“What’s the law on what you can and cannot say on a billboard?” Frances McDormand asks in a newly released Red Band trailer for “Three Billboards Outside Ebbing, Missouri.” The Oscar winner plays Mildred, a woman whose daughter was murdered seven months prior. As her question suggests, she’s not looking to put up a typical billboard — she doesn’t want a supersized photo of her late child, or details about a reward. Mildred is planning on using the advertising space to critique the local police, who have yet to find the culprit.
As the film’s official synopsis details, Mildred decides go ahead and make the bold move, “painting three signs leading into her town with a controversial message directed at William Willoughby (Woody Harrelson), the town’s revered chief of police. When his second-in-command Officer Dixon (Sam Rockwell), an immature mother’s boy with a penchant for violence, gets involved, the battle between Mildred and Ebbing’s law enforcement is only exacerbated.”
“It seems to me the police department is too busy torturing black folks to solve actual crimes,” Mildred tells a journalist in the spot. This is not the kind of person who worries about making enemies. The hilarious NSFW trailer shows Mildred verbally — and physically — attacking those who stand in her way. This seems like an amazing role for McDormand, who can communicate what an insufferable moron she thinks someone is using only her eyes.
McDormand won an Oscar in 1997 for “Fargo.” Her recent credits include “Hail, Caesar!” “Olive Kitteridge,” and “Moonrise Kingdom.”
The “Almost Famous” actress has identified the “main point” of feminism as “equal pay for equal work,” which has yet to be realized in the film world. “I haven’t been given that,” McDormand revealed at a Cannes event in 2015. She admitted that she’s only met her quote once — on “Transformers 3” — and still, it was less than an actor in her league would have made. “I worked very hard for that money, I’m very proud of my work. I’m glad I did that film, and I’m proud that I finally got paid what I was told I was worth by the industry,” she explained. “But that is nothing. That is a tenth of what most males my age, with my experience and my reputation as a film actor, make. We’ve never been paid commensurately, and that has to change,” she emphasized.
Written and directed by Martin McDonagh (“In Bruges,” “Seven Psychopaths”) “Three Billboards Outside Ebbing, Missouri” is expected to hit theaters this year. No word on a specific release date yet.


** Exercise goal **
With the exception of the pictures, transcribe the entire listing exactly.

*** Opening of Study material ***

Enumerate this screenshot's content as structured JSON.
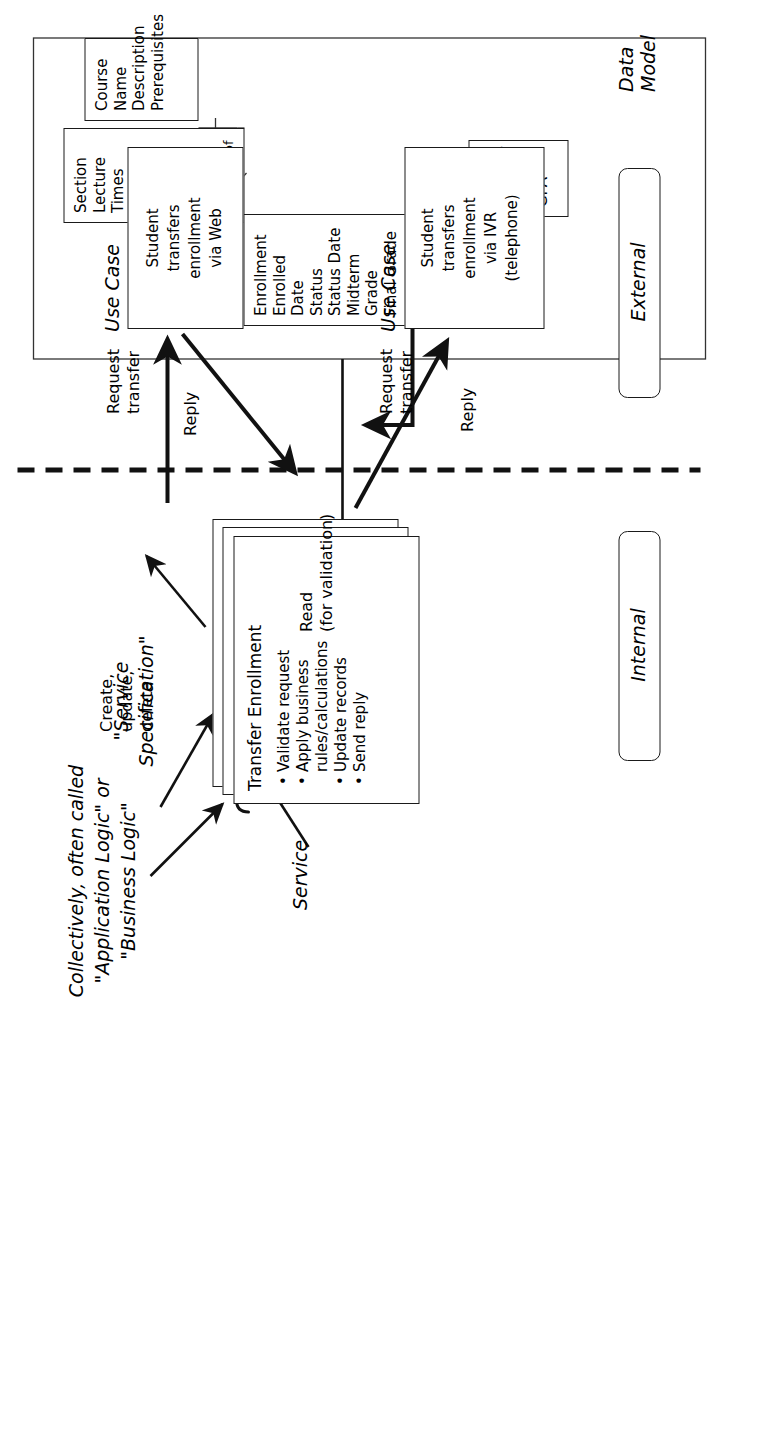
{
  "diagram": {
    "zones": {
      "internal": "Internal",
      "external": "External"
    },
    "annotations": {
      "data_model": "Data Model",
      "service": "Service",
      "service_specification": "\"Service\nSpecification\"",
      "collectively_line1": "Collectively, often called",
      "collectively_line2": "\"Application Logic\" or",
      "collectively_line3": "\"Business Logic\"",
      "create_update_delete": "Create,\nupdate,\ndelete",
      "read_for_validation": "Read\n(for validation)",
      "use_case_label": "Use Case",
      "request_transfer": "Request\ntransfer",
      "reply": "Reply"
    },
    "service": {
      "name": "Transfer Enrollment",
      "steps": [
        "Validate request",
        "Apply business",
        "rules/calculations",
        "Update records",
        "Send reply"
      ],
      "step_is_bullet": [
        true,
        true,
        false,
        true,
        true
      ]
    },
    "use_cases": [
      {
        "label": "Use Case",
        "lines": [
          "Student",
          "transfers",
          "enrollment",
          "via IVR",
          "(telephone)"
        ]
      },
      {
        "label": "Use Case",
        "lines": [
          "Student",
          "transfers",
          "enrollment",
          "via Web"
        ]
      }
    ],
    "data_model": {
      "title": "Data Model",
      "entities": [
        {
          "name": "Course",
          "attributes": [
            "Name",
            "Description",
            "Prerequisites"
          ]
        },
        {
          "name": "Section",
          "attributes": [
            "Lecture Times",
            "Lecture Location",
            "Tutorial Times",
            "Tutorial Location"
          ]
        },
        {
          "name": "Enrollment",
          "attributes": [
            "Enrolled Date",
            "Status",
            "Status Date",
            "Midterm Grade",
            "Final Grade"
          ]
        },
        {
          "name": "Student",
          "attributes": [
            "Number",
            "Name",
            "GPA"
          ]
        }
      ],
      "relationships": [
        {
          "from": "Course",
          "to": "Section",
          "label": "of"
        },
        {
          "from": "Section",
          "to": "Enrollment",
          "label": "in"
        },
        {
          "from": "Student",
          "to": "Enrollment",
          "label": "of"
        }
      ]
    },
    "colors": {
      "line": "#1a1a1a",
      "background": "#ffffff",
      "text": "#000000"
    }
  }
}
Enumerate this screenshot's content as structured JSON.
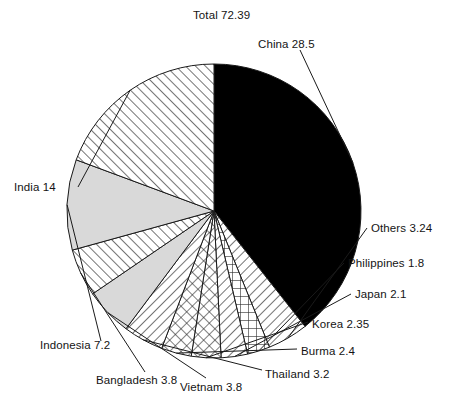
{
  "chart_data": {
    "type": "pie",
    "title": "Total 72.39",
    "total": 72.39,
    "units": "",
    "xlabel": "",
    "ylabel": "",
    "legend_position": "none",
    "grid": false,
    "start_angle_deg": 0,
    "direction": "clockwise",
    "categories": [
      "China",
      "Others",
      "Philippines",
      "Japan",
      "Korea",
      "Burma",
      "Thailand",
      "Vietnam",
      "Bangladesh",
      "Indonesia",
      "India"
    ],
    "values": [
      28.5,
      3.24,
      1.8,
      2.1,
      2.35,
      2.4,
      3.2,
      3.8,
      3.8,
      7.2,
      14
    ],
    "labels": [
      "China 28.5",
      "Others 3.24",
      "Philippines 1.8",
      "Japan 2.1",
      "Korea 2.35",
      "Burma 2.4",
      "Thailand 3.2",
      "Vietnam 3.8",
      "Bangladesh 3.8",
      "Indonesia 7.2",
      "India 14"
    ],
    "slice_fills": [
      "solid-black",
      "diagonal-hatch-left",
      "grid-hatch",
      "diagonal-hatch-left",
      "cross-hatch",
      "cross-hatch",
      "diagonal-hatch-left",
      "solid-lightgray",
      "diagonal-hatch-right",
      "solid-lightgray",
      "diagonal-hatch-right"
    ],
    "colors": {
      "black": "#000000",
      "light_gray": "#d9d9d9",
      "outline": "#1a1a1a",
      "background": "#ffffff"
    }
  },
  "labels": {
    "title": "Total 72.39",
    "china": "China 28.5",
    "others": "Others 3.24",
    "philippines": "Philippines 1.8",
    "japan": "Japan 2.1",
    "korea": "Korea 2.35",
    "burma": "Burma 2.4",
    "thailand": "Thailand 3.2",
    "vietnam": "Vietnam 3.8",
    "bangladesh": "Bangladesh 3.8",
    "indonesia": "Indonesia 7.2",
    "india": "India 14"
  }
}
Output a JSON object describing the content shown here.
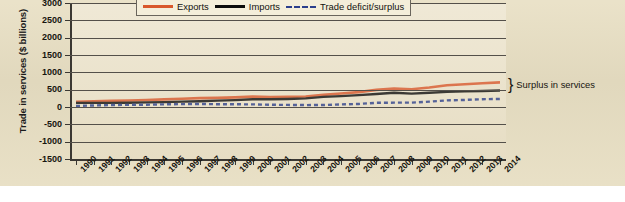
{
  "chart_data": {
    "type": "line",
    "title": "",
    "xlabel": "",
    "ylabel": "Trade in services ($ billions)",
    "ylim": [
      -1500,
      3000
    ],
    "ytick_values": [
      3000,
      2500,
      2000,
      1500,
      1000,
      500,
      0,
      -500,
      -1000,
      -1500
    ],
    "ytick_labels": [
      "3000",
      "2500",
      "2000",
      "1500",
      "1000",
      "500",
      "0",
      "-500",
      "-1000",
      "-1500"
    ],
    "grid": true,
    "legend_position": "top-center",
    "categories": [
      "1990",
      "1991",
      "1992",
      "1993",
      "1994",
      "1995",
      "1996",
      "1997",
      "1998",
      "1999",
      "2000",
      "2001",
      "2002",
      "2003",
      "2004",
      "2005",
      "2006",
      "2007",
      "2008",
      "2009",
      "2010",
      "2011",
      "2012",
      "2013",
      "2014"
    ],
    "series": [
      {
        "name": "Exports",
        "color": "#d9582c",
        "style": "solid",
        "values": [
          148,
          164,
          177,
          186,
          200,
          219,
          239,
          256,
          263,
          277,
          299,
          286,
          292,
          305,
          349,
          389,
          430,
          494,
          534,
          513,
          563,
          627,
          655,
          687,
          710
        ]
      },
      {
        "name": "Imports",
        "color": "#0b0b0b",
        "style": "solid",
        "values": [
          118,
          119,
          120,
          124,
          133,
          142,
          156,
          168,
          183,
          199,
          223,
          222,
          232,
          250,
          291,
          314,
          342,
          373,
          409,
          386,
          409,
          435,
          451,
          462,
          478
        ]
      },
      {
        "name": "Trade deficit/surplus",
        "color": "#2b3f8c",
        "style": "dashed",
        "values": [
          30,
          45,
          57,
          62,
          67,
          77,
          83,
          88,
          80,
          78,
          76,
          64,
          60,
          55,
          58,
          75,
          88,
          121,
          125,
          127,
          154,
          192,
          204,
          225,
          232
        ]
      }
    ],
    "annotations": [
      {
        "text": "Surplus in services",
        "marker": "brace",
        "at": "2014"
      }
    ]
  },
  "legend": {
    "items": [
      {
        "label": "Exports",
        "swatch": "solid-orange-line"
      },
      {
        "label": "Imports",
        "swatch": "solid-black-line"
      },
      {
        "label": "Trade deficit/surplus",
        "swatch": "dashed-blue-line"
      }
    ]
  },
  "annotation": {
    "brace": "}",
    "label": "Surplus in services"
  },
  "axes": {
    "y_title": "Trade in services ($ billions)"
  }
}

*** Close of Study material ***

** Solution to the exercise **
Enumerate this screenshot's content as structured JSON.
{
  "diagram": {
    "zones": {
      "internal": "Internal",
      "external": "External"
    },
    "annotations": {
      "data_model": "Data Model",
      "service": "Service",
      "service_specification": "\"Service\nSpecification\"",
      "collectively_line1": "Collectively, often called",
      "collectively_line2": "\"Application Logic\" or",
      "collectively_line3": "\"Business Logic\"",
      "create_update_delete": "Create,\nupdate,\ndelete",
      "read_for_validation": "Read\n(for validation)",
      "use_case_label": "Use Case",
      "request_transfer": "Request\ntransfer",
      "reply": "Reply"
    },
    "service": {
      "name": "Transfer Enrollment",
      "steps": [
        "Validate request",
        "Apply business",
        "rules/calculations",
        "Update records",
        "Send reply"
      ],
      "step_is_bullet": [
        true,
        true,
        false,
        true,
        true
      ]
    },
    "use_cases": [
      {
        "label": "Use Case",
        "lines": [
          "Student",
          "transfers",
          "enrollment",
          "via IVR",
          "(telephone)"
        ]
      },
      {
        "label": "Use Case",
        "lines": [
          "Student",
          "transfers",
          "enrollment",
          "via Web"
        ]
      }
    ],
    "data_model": {
      "title": "Data Model",
      "entities": [
        {
          "name": "Course",
          "attributes": [
            "Name",
            "Description",
            "Prerequisites"
          ]
        },
        {
          "name": "Section",
          "attributes": [
            "Lecture Times",
            "Lecture Location",
            "Tutorial Times",
            "Tutorial Location"
          ]
        },
        {
          "name": "Enrollment",
          "attributes": [
            "Enrolled Date",
            "Status",
            "Status Date",
            "Midterm Grade",
            "Final Grade"
          ]
        },
        {
          "name": "Student",
          "attributes": [
            "Number",
            "Name",
            "GPA"
          ]
        }
      ],
      "relationships": [
        {
          "from": "Course",
          "to": "Section",
          "label": "of"
        },
        {
          "from": "Section",
          "to": "Enrollment",
          "label": "in"
        },
        {
          "from": "Student",
          "to": "Enrollment",
          "label": "of"
        }
      ]
    },
    "colors": {
      "line": "#1a1a1a",
      "background": "#ffffff",
      "text": "#000000"
    }
  }
}
Enumerate this screenshot's content as structured JSON.
{
  "chart_data": {
    "type": "pie",
    "title": "Total 72.39",
    "total": 72.39,
    "units": "",
    "xlabel": "",
    "ylabel": "",
    "legend_position": "none",
    "grid": false,
    "start_angle_deg": 0,
    "direction": "clockwise",
    "categories": [
      "China",
      "Others",
      "Philippines",
      "Japan",
      "Korea",
      "Burma",
      "Thailand",
      "Vietnam",
      "Bangladesh",
      "Indonesia",
      "India"
    ],
    "values": [
      28.5,
      3.24,
      1.8,
      2.1,
      2.35,
      2.4,
      3.2,
      3.8,
      3.8,
      7.2,
      14
    ],
    "labels": [
      "China 28.5",
      "Others 3.24",
      "Philippines 1.8",
      "Japan 2.1",
      "Korea 2.35",
      "Burma 2.4",
      "Thailand 3.2",
      "Vietnam 3.8",
      "Bangladesh 3.8",
      "Indonesia 7.2",
      "India 14"
    ],
    "slice_fills": [
      "solid-black",
      "diagonal-hatch-left",
      "grid-hatch",
      "diagonal-hatch-left",
      "cross-hatch",
      "cross-hatch",
      "diagonal-hatch-left",
      "solid-lightgray",
      "diagonal-hatch-right",
      "solid-lightgray",
      "diagonal-hatch-right"
    ],
    "colors": {
      "black": "#000000",
      "light_gray": "#d9d9d9",
      "outline": "#1a1a1a",
      "background": "#ffffff"
    }
  },
  "labels": {
    "title": "Total 72.39",
    "china": "China 28.5",
    "others": "Others 3.24",
    "philippines": "Philippines 1.8",
    "japan": "Japan 2.1",
    "korea": "Korea 2.35",
    "burma": "Burma 2.4",
    "thailand": "Thailand 3.2",
    "vietnam": "Vietnam 3.8",
    "bangladesh": "Bangladesh 3.8",
    "indonesia": "Indonesia 7.2",
    "india": "India 14"
  }
}
Output a JSON object describing the content shown here.
{
  "chart_data": {
    "type": "line",
    "title": "",
    "xlabel": "",
    "ylabel": "Trade in services ($ billions)",
    "ylim": [
      -1500,
      3000
    ],
    "ytick_values": [
      3000,
      2500,
      2000,
      1500,
      1000,
      500,
      0,
      -500,
      -1000,
      -1500
    ],
    "ytick_labels": [
      "3000",
      "2500",
      "2000",
      "1500",
      "1000",
      "500",
      "0",
      "-500",
      "-1000",
      "-1500"
    ],
    "grid": true,
    "legend_position": "top-center",
    "categories": [
      "1990",
      "1991",
      "1992",
      "1993",
      "1994",
      "1995",
      "1996",
      "1997",
      "1998",
      "1999",
      "2000",
      "2001",
      "2002",
      "2003",
      "2004",
      "2005",
      "2006",
      "2007",
      "2008",
      "2009",
      "2010",
      "2011",
      "2012",
      "2013",
      "2014"
    ],
    "series": [
      {
        "name": "Exports",
        "color": "#d9582c",
        "style": "solid",
        "values": [
          148,
          164,
          177,
          186,
          200,
          219,
          239,
          256,
          263,
          277,
          299,
          286,
          292,
          305,
          349,
          389,
          430,
          494,
          534,
          513,
          563,
          627,
          655,
          687,
          710
        ]
      },
      {
        "name": "Imports",
        "color": "#0b0b0b",
        "style": "solid",
        "values": [
          118,
          119,
          120,
          124,
          133,
          142,
          156,
          168,
          183,
          199,
          223,
          222,
          232,
          250,
          291,
          314,
          342,
          373,
          409,
          386,
          409,
          435,
          451,
          462,
          478
        ]
      },
      {
        "name": "Trade deficit/surplus",
        "color": "#2b3f8c",
        "style": "dashed",
        "values": [
          30,
          45,
          57,
          62,
          67,
          77,
          83,
          88,
          80,
          78,
          76,
          64,
          60,
          55,
          58,
          75,
          88,
          121,
          125,
          127,
          154,
          192,
          204,
          225,
          232
        ]
      }
    ],
    "annotations": [
      {
        "text": "Surplus in services",
        "marker": "brace",
        "at": "2014"
      }
    ]
  },
  "legend": {
    "items": [
      {
        "label": "Exports",
        "swatch": "solid-orange-line"
      },
      {
        "label": "Imports",
        "swatch": "solid-black-line"
      },
      {
        "label": "Trade deficit/surplus",
        "swatch": "dashed-blue-line"
      }
    ]
  },
  "annotation": {
    "brace": "}",
    "label": "Surplus in services"
  },
  "axes": {
    "y_title": "Trade in services ($ billions)"
  }
}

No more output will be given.